Three panels offering opportunities to discuss how to build stronger alliances between the sex workers’ rights, migrants rights and reproductive justice movements and how to face, together, an increasingly punitive and reactionary system.
Wordless, reverb drenched voice, ghosted electronics, seething and ferocious electronic damage and Patty Waters style vocal mania.
Akio Suzuki and John Butcher performing in a remote sea cave near Durness.
Koji Asano, Japanese composer and sound-artist performing slow groaning burbling tones, moaning echoes and drones.
Jumping off from Sun Ra’s thoughts on evil, and the Alien films, this performance will explore how the sociality Sondra wants to visualise and participate in has no interest in respectability.
Are artists powerless in the face of technology? These often whimsical and amusing films are minimal technological interventions and appropriations but maybe also rigorous takes on the role of popular media and culture in our hyper-technological world.

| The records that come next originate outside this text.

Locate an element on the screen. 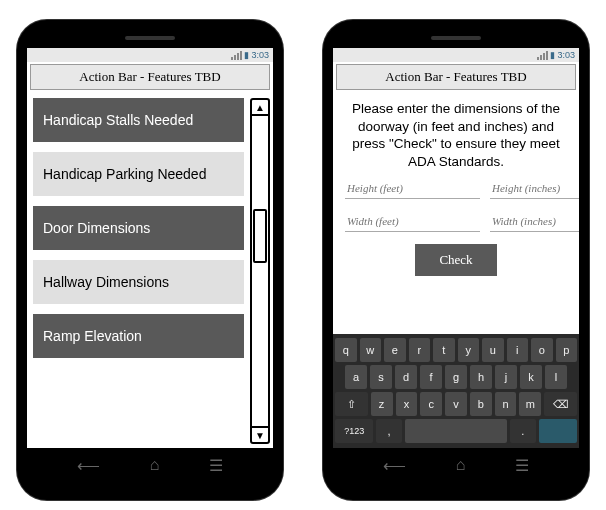 The height and width of the screenshot is (510, 606). width-feet-input is located at coordinates (412, 222).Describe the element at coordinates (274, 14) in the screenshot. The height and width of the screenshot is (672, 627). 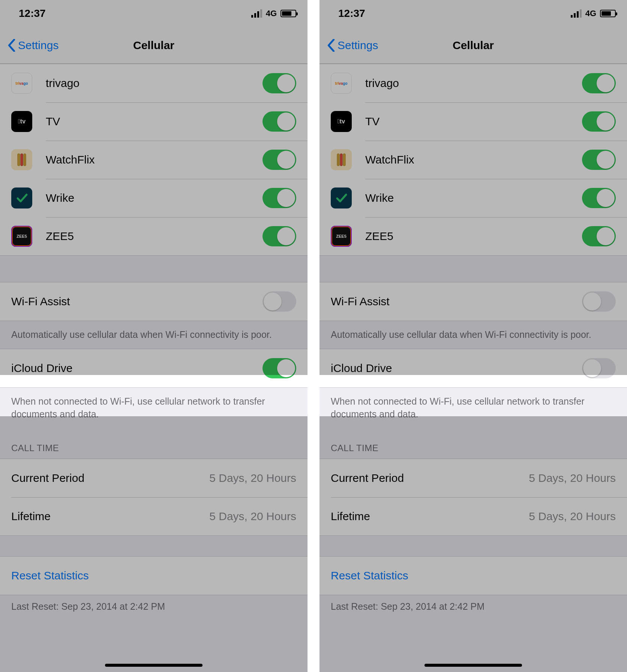
I see `status-right: 4G` at that location.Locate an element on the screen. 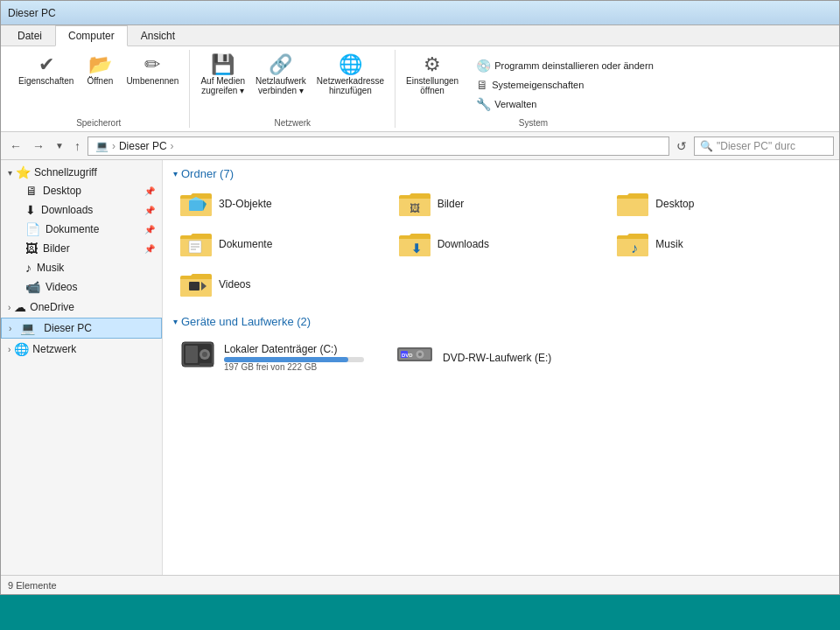 The width and height of the screenshot is (840, 630). chevron-down-icon4: ▾ is located at coordinates (175, 322).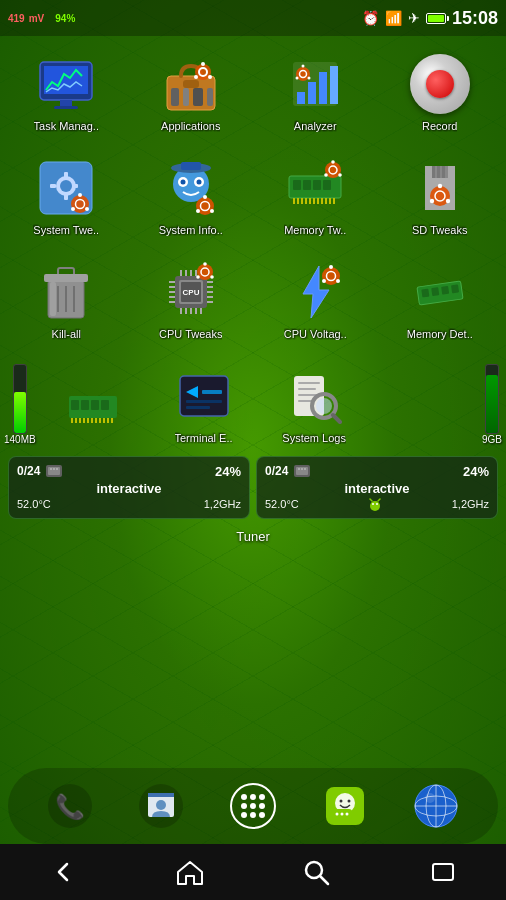 This screenshot has height=900, width=506. What do you see at coordinates (66, 84) in the screenshot?
I see `task-manager-icon` at bounding box center [66, 84].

What’s the best way to spend time with a musician when they visit a city to perform? And when the musician in question has a great deal to say, what sort of concert do you organise to do justice to that?
In many ways, this Episode is our attempt to engage with Fred’s incredible writing: with his proposal that all black performance (culture, politics, sexuality, identity, and blackness itself) is improvisation.